151
Today's Large Language Models are Essentially BS Machines
(quandyfactory.com)
A nice place to discuss rumors, happenings, innovations, and challenges in the technology sphere. We also welcome discussions on the intersections of technology and society. If it’s technological news or discussion of technology, it probably belongs here.
Remember the overriding ethos on Beehaw: Be(e) Nice. Each user you encounter here is a person, and should be treated with kindness (even if they’re wrong, or use a Linux distro you don’t like). Personal attacks will not be tolerated.
Subcommunities on Beehaw:
This community's icon was made by Aaron Schneider, under the CC-BY-NC-SA 4.0 license.
The two types of loops you equivocate are totally different; saying that a computer executing a program, and an animal living, are actually the same, is very silly indeed. Like, air currents have a "core loop" of blowing around a lot but no one says that they're intelligent or that they're like computer programs or humans.
No; you are analogizing them but losing sense of their differences in the process. I am not abstracting LLMs. That is all they do. That is what they were designed to do and what they accomplish.
You are drawing a comparison between a process humans have that generates consciousness, and literally the entirety of an LLM's existence. There is nothing else to an LLM. Whereas if you say "well a human is basically just bouncing electro-chemical signals between neurons and moving muscles" people (like me) would rightly say you were missing the forest for the trees.

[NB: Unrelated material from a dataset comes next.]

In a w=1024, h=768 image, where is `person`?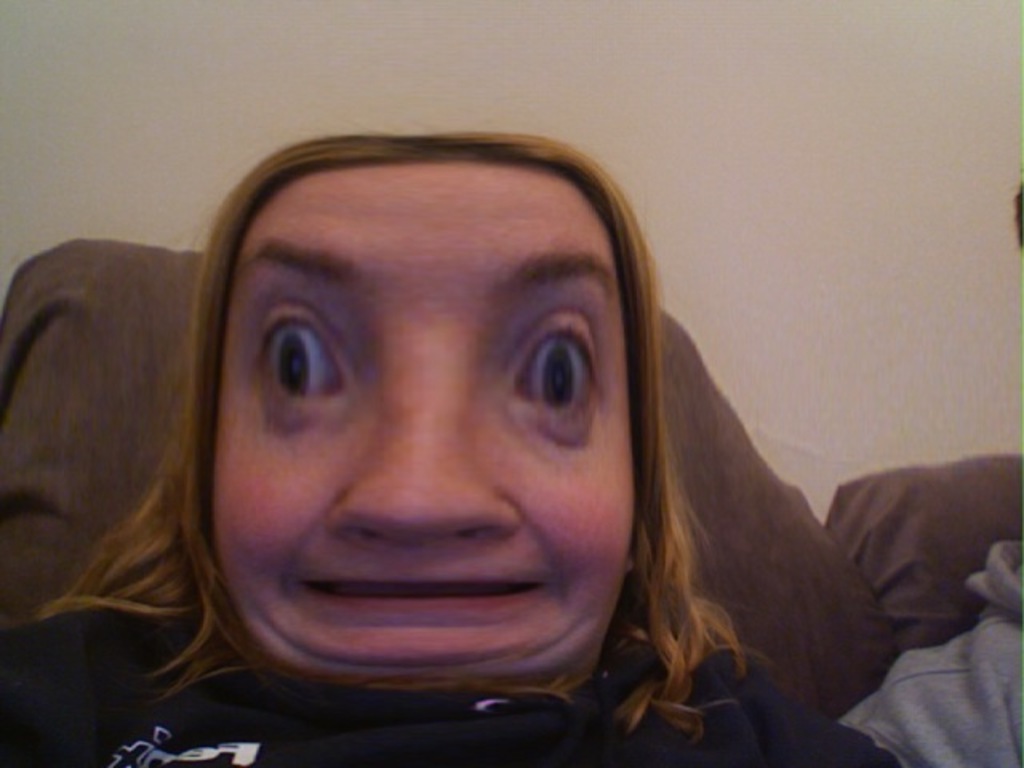
box=[75, 118, 902, 762].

The "trees" for an LLM are their neural networks and word vectors. The forest is a word prediction algorithm. There is no higher level to what they do.

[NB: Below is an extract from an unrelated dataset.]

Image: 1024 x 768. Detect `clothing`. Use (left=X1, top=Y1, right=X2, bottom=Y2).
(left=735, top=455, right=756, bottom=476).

At what level do LLMs teach? Something was teaching me linear algebra and I thought it was the GPT4. When GPT4 was able to recognize a valid mathematical proof that was previously unknown to it, what level was it operating at?

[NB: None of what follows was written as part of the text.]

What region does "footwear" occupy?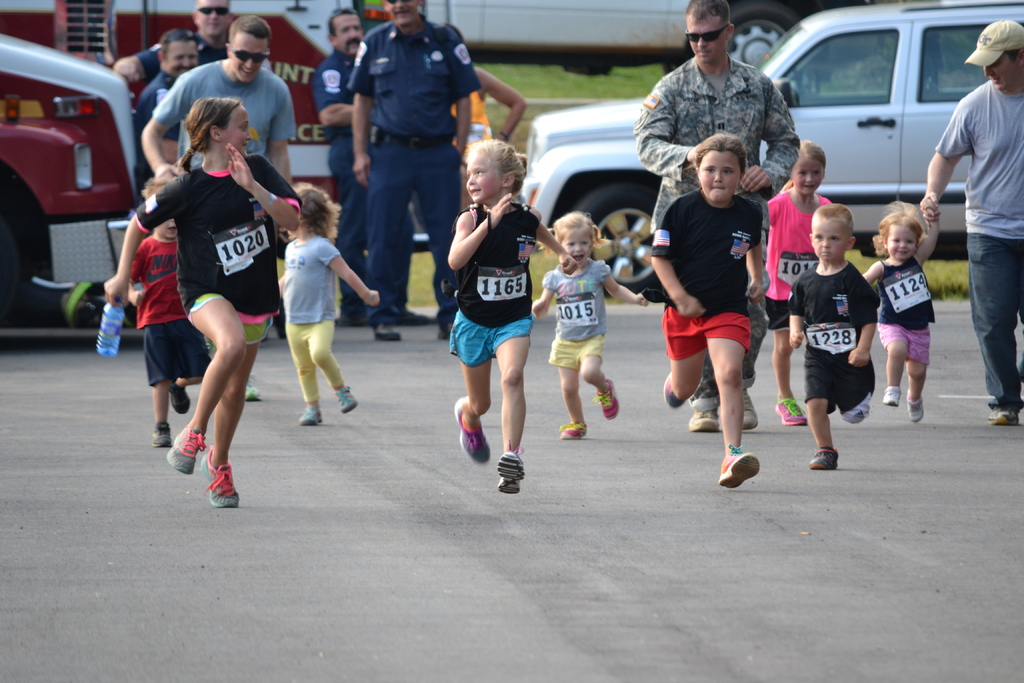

LLMs do not "teach," and that is why learning from them is dangerous. They synthesize words and return other words, but they do not understand the content presented to them in any sense. Because of this, there is the chance that they are simply spouting bullshit.
Learn from them if you like, but remember they are absolutely no substitute for a human, and basically everything they tell you must be checked for correctness.
GPT4 did teach me. I say this as the one who learned, whatever that's worth.